Crash & Burn (Tessa Leoni, #3)(74)
He also discovered an E-ZPass toll transponder; unfortunately, the only tolls in New Hampshire were to the south, so it couldn’t help them track local movements.
“Is it just me,” Wyatt muttered to Kevin, who’d moved on to the rear cargo area, “or is it almost as if the Franks were trained to leave no mark behind?”
“I got something.”
“Thank God.”
Wyatt gave up on the front, moved to the rear doors of the Suburban, where Kevin was currently standing.
“In the spare tire well. First item of interest.” Kevin held it up in gloved hands. “A collapsible shovel”—he gestured to the sales tags—“recently purchased.”
“Interesting. Thomas on his way to bury something?”
“Which brings us to item number two, a brown paper bag. Which . . .” Kevin started coughing heavily. “Smells like scotch. Blech.”
“The clothes.” Wyatt grabbed the bag. “Betting you now, Nicky’s clothes from Wednesday night.”
He donned gloves to open up the sack, which absolutely reeked. Of whiskey, wet earth and something worse.
He and Kevin weren’t talking anymore as Wyatt drew out a pair of mud-encrusted jeans, a black turtleneck, a gray fleece.
He gagged slightly as the odor became more pronounced. Blood. Definitely. Dried. Soaked into the fabric, now permeating the bag. From Nicky’s injuries that night? Or something else?
“Wyatt.” Kevin gestured to a crumpled object that had just fallen from the jeans. Wadded, sticky, nearly black in color. Except not black, of course, but a deep, dark red.
Wyatt used a pencil and took his time. As bit by bit, he unwrapped the blood-encrusted latex, until a familiar shape lay before them. Ripped, tattered, but nonetheless distinct.
The proverbial bloody glove.
“Just what the hell were they doing Wednesday night,” Kevin whispered, “that involves a collapsible shovel and bloody gloves?”
Wyatt didn’t say a word.
Chapter 27
VERO IS BRAIDING my hair. We aren’t in the tower bedroom anymore. Maybe it’s her mood, maybe it’s my mood, but we’ve downgraded to the little room. With the one narrow window and the twin beds shoved tight together because that’s all the space will allow. At the foot of the bed is a tattered blue area rug. Neither of us look at the rug.
I’m sitting on one of the beds. Vero is kneeling behind me, efficiently plaiting my long dark hair into braids. She is lecturing me as she works.
“You can’t trust them.”
I don’t say anything. Nor do I move. Every now and then, the flesh disappears from her hands, and I feel her skeletal fingers rake across my scalp.
“Where were the police thirty years ago? If they’re so good, they should’ve found you then. If they’re so hardworking and trustworthy, they should’ve rescued you then. Even cops have appetites. You know it’s true.”
In the distance I can hear the sound of a lawn mower.
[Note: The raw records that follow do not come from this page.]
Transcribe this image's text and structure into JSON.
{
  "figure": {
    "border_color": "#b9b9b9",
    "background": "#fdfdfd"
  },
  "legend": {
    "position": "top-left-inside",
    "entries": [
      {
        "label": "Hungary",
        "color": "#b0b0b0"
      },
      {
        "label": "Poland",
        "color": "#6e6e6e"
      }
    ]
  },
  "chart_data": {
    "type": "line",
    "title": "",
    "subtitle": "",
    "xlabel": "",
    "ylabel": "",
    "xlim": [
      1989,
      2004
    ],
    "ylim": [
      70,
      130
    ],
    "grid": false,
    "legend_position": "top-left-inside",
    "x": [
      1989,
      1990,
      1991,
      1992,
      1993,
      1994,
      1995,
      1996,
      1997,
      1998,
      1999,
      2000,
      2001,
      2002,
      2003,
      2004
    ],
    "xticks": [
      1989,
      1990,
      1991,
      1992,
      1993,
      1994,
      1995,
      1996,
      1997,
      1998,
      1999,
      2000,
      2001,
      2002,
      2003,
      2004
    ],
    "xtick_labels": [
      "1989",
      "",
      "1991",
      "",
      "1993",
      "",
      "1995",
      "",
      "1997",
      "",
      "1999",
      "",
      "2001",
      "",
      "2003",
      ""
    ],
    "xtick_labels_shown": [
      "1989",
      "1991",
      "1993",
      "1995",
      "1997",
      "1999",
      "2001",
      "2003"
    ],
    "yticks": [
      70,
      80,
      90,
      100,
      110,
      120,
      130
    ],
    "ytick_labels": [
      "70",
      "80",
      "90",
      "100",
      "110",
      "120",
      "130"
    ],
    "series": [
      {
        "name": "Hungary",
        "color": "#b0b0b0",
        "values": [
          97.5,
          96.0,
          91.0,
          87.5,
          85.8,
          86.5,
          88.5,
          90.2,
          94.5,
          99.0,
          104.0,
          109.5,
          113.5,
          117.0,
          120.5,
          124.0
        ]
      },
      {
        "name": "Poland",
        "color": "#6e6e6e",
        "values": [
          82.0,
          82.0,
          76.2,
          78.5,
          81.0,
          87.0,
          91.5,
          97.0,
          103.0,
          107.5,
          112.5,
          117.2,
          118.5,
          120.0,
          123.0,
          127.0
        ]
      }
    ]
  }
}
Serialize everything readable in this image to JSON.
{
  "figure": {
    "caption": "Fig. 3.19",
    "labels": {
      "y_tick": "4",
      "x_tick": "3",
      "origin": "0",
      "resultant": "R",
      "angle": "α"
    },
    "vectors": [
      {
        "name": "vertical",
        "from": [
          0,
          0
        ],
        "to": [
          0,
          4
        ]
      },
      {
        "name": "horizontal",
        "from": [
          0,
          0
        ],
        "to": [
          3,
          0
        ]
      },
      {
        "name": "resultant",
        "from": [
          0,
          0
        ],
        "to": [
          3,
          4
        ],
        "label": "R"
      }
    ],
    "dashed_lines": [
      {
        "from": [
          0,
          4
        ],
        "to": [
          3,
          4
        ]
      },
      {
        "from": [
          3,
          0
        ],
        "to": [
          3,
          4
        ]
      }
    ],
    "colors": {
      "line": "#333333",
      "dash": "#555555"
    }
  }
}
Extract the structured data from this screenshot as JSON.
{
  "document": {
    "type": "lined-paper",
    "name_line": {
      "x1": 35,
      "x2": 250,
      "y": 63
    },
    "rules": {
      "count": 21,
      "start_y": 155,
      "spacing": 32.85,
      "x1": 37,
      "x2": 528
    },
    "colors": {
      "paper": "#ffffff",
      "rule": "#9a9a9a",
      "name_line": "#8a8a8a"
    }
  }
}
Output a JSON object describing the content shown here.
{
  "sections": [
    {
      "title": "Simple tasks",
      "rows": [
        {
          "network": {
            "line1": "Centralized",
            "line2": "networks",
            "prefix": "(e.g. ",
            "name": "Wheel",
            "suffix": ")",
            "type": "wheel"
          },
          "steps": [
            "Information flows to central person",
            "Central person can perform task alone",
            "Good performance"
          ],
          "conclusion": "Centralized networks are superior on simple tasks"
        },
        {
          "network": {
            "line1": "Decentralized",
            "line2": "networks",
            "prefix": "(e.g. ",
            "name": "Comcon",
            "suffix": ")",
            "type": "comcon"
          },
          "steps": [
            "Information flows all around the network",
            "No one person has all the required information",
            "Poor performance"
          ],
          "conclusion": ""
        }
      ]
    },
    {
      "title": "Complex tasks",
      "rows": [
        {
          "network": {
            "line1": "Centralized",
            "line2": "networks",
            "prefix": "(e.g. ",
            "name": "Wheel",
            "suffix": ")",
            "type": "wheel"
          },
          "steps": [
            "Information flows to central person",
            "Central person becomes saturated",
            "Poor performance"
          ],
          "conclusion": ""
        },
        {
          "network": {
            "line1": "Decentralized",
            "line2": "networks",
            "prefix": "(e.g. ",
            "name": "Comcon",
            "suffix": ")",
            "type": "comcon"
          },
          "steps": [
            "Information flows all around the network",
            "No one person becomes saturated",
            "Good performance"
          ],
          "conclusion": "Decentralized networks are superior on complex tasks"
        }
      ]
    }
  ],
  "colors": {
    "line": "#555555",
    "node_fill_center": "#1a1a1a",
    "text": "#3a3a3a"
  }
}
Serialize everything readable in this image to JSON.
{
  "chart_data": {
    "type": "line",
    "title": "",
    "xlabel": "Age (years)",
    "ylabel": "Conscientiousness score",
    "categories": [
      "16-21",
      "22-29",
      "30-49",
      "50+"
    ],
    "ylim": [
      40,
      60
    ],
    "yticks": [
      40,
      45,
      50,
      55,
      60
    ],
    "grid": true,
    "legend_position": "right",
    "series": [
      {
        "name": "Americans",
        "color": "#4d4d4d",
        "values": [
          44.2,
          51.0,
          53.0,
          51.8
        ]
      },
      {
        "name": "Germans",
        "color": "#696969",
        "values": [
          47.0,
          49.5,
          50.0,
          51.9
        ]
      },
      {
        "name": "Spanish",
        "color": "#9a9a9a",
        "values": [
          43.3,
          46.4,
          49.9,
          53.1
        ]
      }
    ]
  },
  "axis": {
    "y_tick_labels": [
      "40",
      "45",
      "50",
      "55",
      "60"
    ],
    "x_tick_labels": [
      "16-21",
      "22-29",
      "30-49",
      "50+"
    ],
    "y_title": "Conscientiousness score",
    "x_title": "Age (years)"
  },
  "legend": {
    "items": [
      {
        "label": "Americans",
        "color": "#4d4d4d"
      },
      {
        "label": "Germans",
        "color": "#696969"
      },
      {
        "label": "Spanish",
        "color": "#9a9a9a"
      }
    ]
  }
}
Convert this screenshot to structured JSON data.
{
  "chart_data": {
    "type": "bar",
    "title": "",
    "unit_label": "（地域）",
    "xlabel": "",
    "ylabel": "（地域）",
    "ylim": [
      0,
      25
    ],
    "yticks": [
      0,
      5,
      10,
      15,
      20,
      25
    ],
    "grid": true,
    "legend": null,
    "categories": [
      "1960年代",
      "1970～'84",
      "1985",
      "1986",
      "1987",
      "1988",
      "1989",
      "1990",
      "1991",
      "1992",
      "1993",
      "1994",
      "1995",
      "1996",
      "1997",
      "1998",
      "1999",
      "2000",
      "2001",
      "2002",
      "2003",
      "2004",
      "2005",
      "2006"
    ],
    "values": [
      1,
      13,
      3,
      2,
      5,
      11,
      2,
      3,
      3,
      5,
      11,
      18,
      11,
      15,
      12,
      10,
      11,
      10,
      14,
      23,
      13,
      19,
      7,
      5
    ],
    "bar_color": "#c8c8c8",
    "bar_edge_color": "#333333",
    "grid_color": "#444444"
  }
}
I don’t know why, but it makes my expression soften, my shoulders relax. If I wasn’t here with Vero, I would get up now, climb across the beds to the tiny window. I would look out and see . . .
“You need to pay attention!” Vero tugs my hair. Hard. I wince. She doesn’t care. “Time is running out; don’t you get that?”
I can’t turn my head to look at her, so I shrug.
“I’m trying to help you. You still won’t see what you need to see. You still don’t know what you need to know. How long do you plan on being so stupid?”
“What are you?” I ask. “My childhood ghost, my guilty conscience?”
She yanks my hair, definitely annoyed. “I know what I am, but what are you?” she taunts back.
“I think you’re a tool.”
She gasps, clearly surprised by this mundane description, maybe even put off.
“You are the gatekeeper of the memories I can’t face,” I continue, thinking out loud. “Whatever happened all those years ago . . . I boxed it up. Put it away with a sign that read ‘Keep Out.’ Except things don’t like to stay boxed up, do they? Even the past wants to be heard. I think you’re its avatar, the face of all the memories trying to break free.”
“If you’re so f*cking smart,” Vero informs me, “then why are you so stupid?” She drops my hair, steps off the bed, clearly done with me.
But I don’t let her go. I’m running out of time. Something worse is lurking out there. I’ve started a process that can’t be undone, and now, if I don’t figure out everything, and fast . . .
The past doesn’t just want to be heard. Sometimes, it wants revenge.
The smell of smoke. The heat of the flames.
The sounds of her screams.
Even in my own mind, I automatically reach out a hand for Thomas.
“Why does Chelsea hate me?” I ask Vero now. “This room . . .” I drift my fingers across the threadbare brown coverlet. “There was just the two of us. I thought we’d be friends.”
“She can’t be your friend,” Vero says immediately. She is standing on the blue carpet. Her skin is back on her face, but her hands remain skeletal.
“Why not?”
“There are no friends in the dollhouse. You survive in this place. You endure. You don’t make friends.”